Here is another small article that I found on one of her cousins
who is taken up for her.
It has nothing to do with the case, but it shows the type of
people they are.
Police files
Story by Steven Mross
An apparently drunk local woman was arrested early Sunday
after she allegedly bit a Hot Springs police officer outside her
home.
Cheryl Ann Johnson, 42, of 810 Richard St., faces a felony
charge of second-degree battery and misdemeanor charges of
public intoxication, disorderly conduct and resisting arrest.
A man living with Johnson called police shortly after 2 a.m. to
report that Johnson was intoxicated and attempting to get in her
car to drive back into town to a local bar.
Officer Howard J. Kisor arrived to check it out and saw Johnson
walking away from her vehicle back toward her home.
His report noted she was staggering and there was a strong odor
of alcohol.
He caught up to her as she started to go in the front door and she
briefly attempted to shut the door on him.
She reportedly stated, "I'll claim you raped me if you touch me."
Kisor was trying to put handcuffs on her to take her into custody
when she started to wrestle with him and pull away.

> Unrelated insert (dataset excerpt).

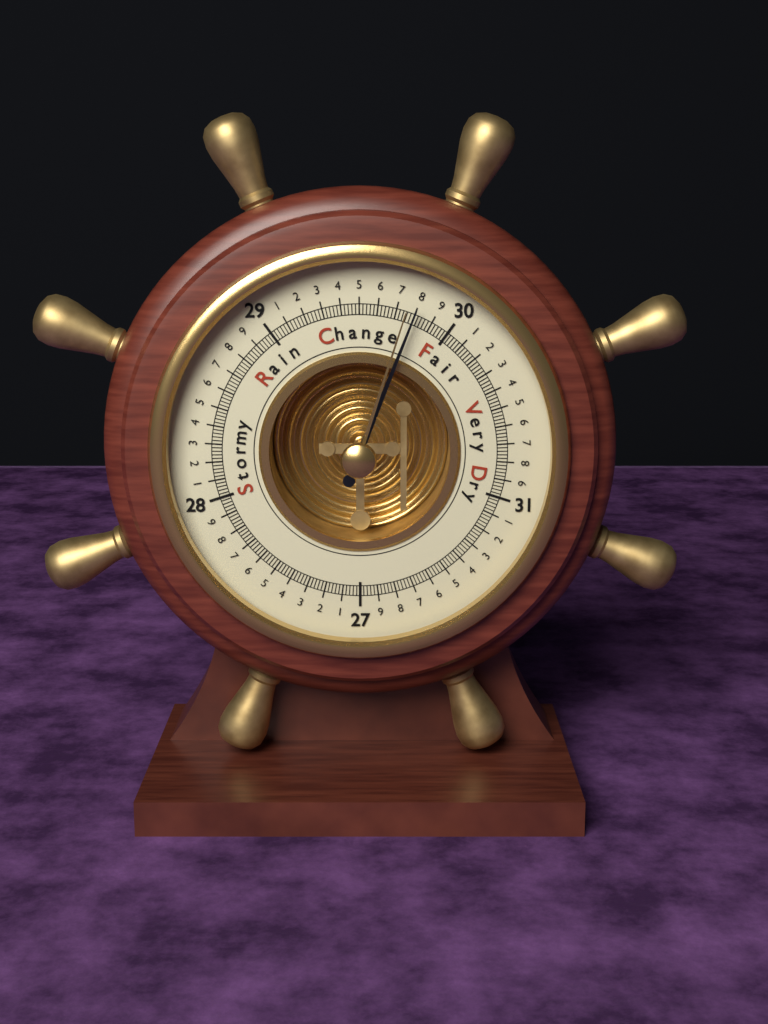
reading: 29.80 (no unit)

Her companion tried to help Kisor by holding Johnson's legs, but
she
suddenly yelled that Kisor had groped her and began to bite
him about three inches above his knee.
The report noted that Johnson bit him hard enough
to draw
blood and that Kisor was forced to strike Johnson in the thigh to
get her to stop.
She was eventually handcuffed and transported to Garland
County Detention Center for booking. Kisor was treated and
released at National Park Medical Center where he reportedly
required a tetanus shot for the bite.
Johnson was being held on $4,500 bail with a Hot Springs
Municipal Court hearing set for July 29. She could face up to six
years in prison on the felony charge.